Doomed Japan plane was on third quake mission when runway disaster hit
FULL CAPACITY
Tokyo Haneda is the world’s third-busiest airport, according to OAG, a United Kingdom-based travel industry data provider. Flight schedules data from Cirium analysed by Reuters showed an average of 1,290 flights departed and arrived at Haneda daily in December.
On the day of the accident, a public holiday in Japan, the airport was at full capacity, said Shigenori Hiraoka, director general of the Civil Aviation Bureau.
It was no ordinary day for the Coast Guard either.
The doomed plane had early that morning returned with a different crew from a mission taking relief workers to an area devastated by the earthquake, the Coast Guard official also told Reuters.
Thousands of rescue workers were scrambled to respond to the disaster.
Captain Genki Miyamoto, 39, and his crew were preparing to take the plane – one of four stationed at the Coast Guard base at Haneda – back to the earthquake zone loaded with food and water.
The aircraft arrived back at Haneda from its second mission at 2.30am local time and left the hanger of the base again at 4.45pm, the official said.
The collision occurred at 5.47pm, authorities said.

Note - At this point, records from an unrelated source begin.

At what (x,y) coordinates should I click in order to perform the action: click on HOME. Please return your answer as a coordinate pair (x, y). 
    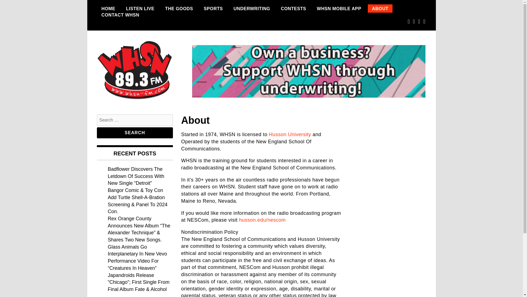
    Looking at the image, I should click on (108, 9).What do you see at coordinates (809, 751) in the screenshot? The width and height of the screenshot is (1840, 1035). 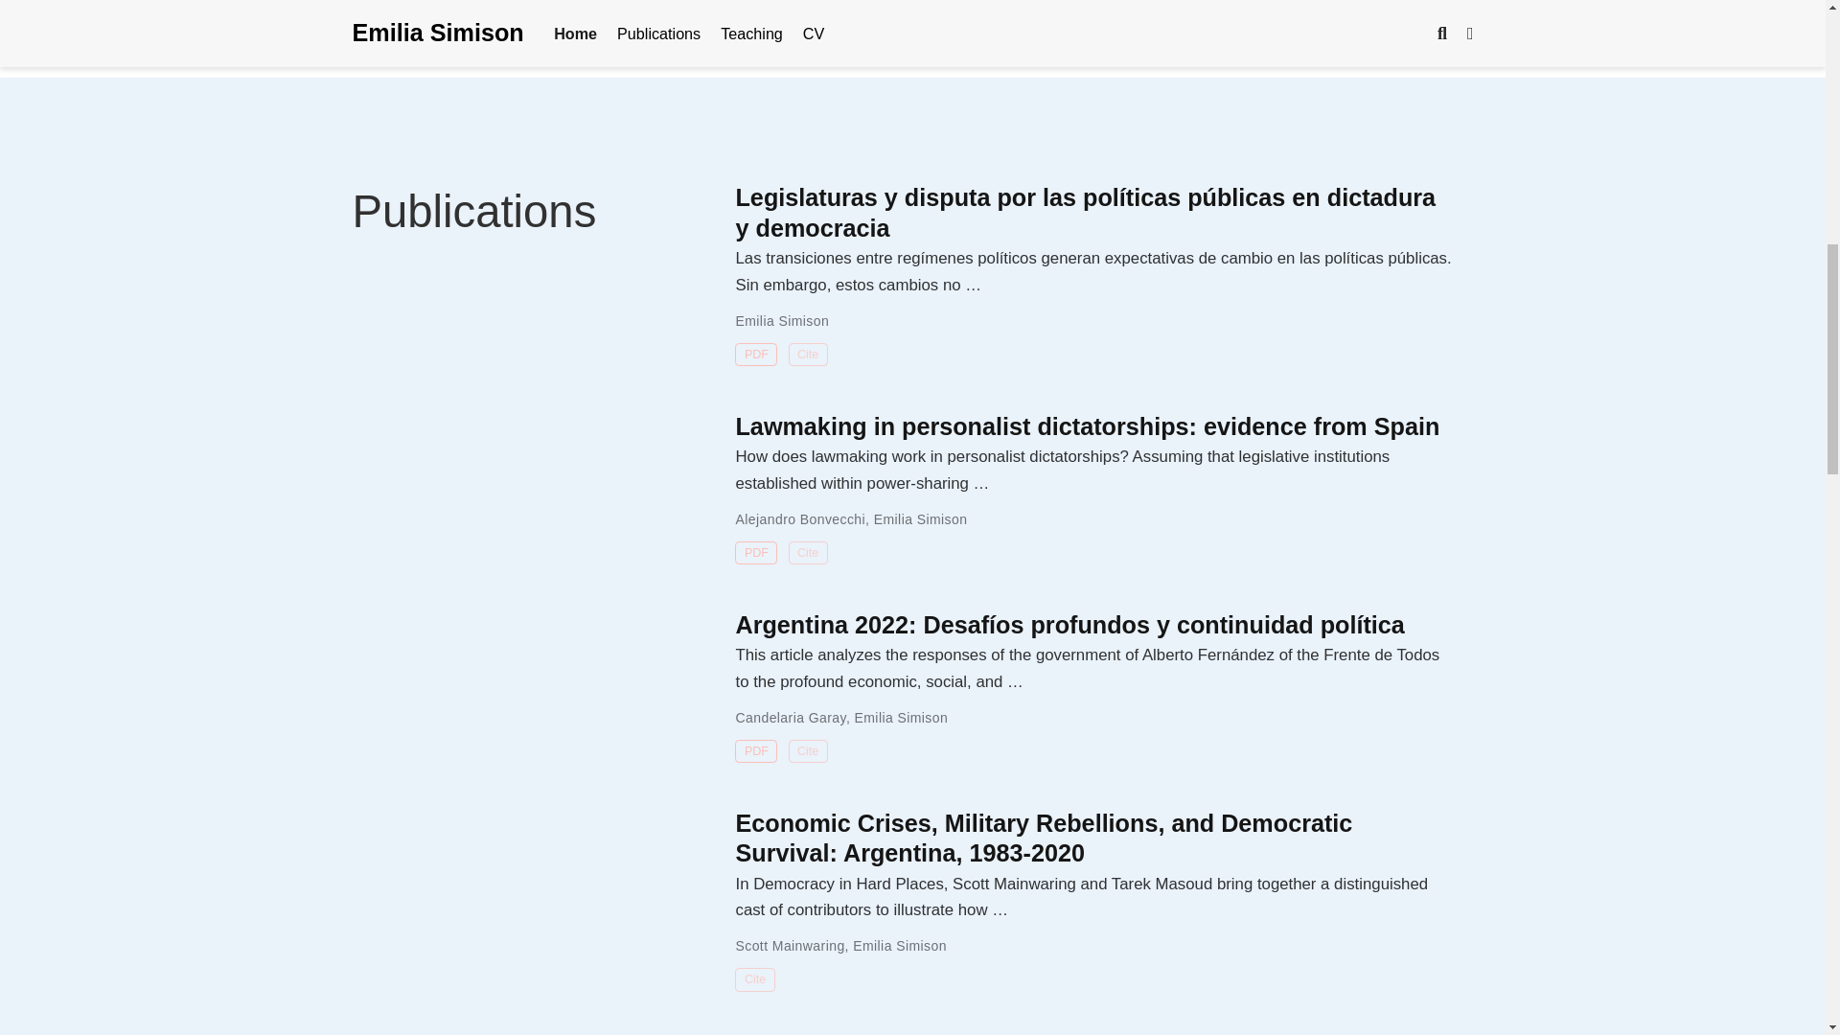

In normal times, the Coast Guard tends to fly in the mid-morning when runways are less busy, the official said, adding that the airport was “very busy” on the day of the accident.
Miyamoto, the pilot, also had a busy schedule.
The day before, he had been on a seven-hour mission to Japan’s southernmost island Okinotori, where he had been surveying a Chinese vessel off its waters. He returned at around 5pm, just after the earthquake struck.
At that point, his mission the next day was not scheduled, the official said.
Miyamoto suffered severe burns as a result of the crash and could not be reached for comment.
The official said he had been a captain for nearly five years and had clocked up 3,641 hours of flight time.
The destroyed aircraft – JA722A – was the only Japan Coast Guard plane that was not destroyed when a 2011 tsunami hit Sendai airport in northeast Japan, according to an official Coast Guard newsletter.
It suffered some water damage but was restored and returned to Haneda the following year.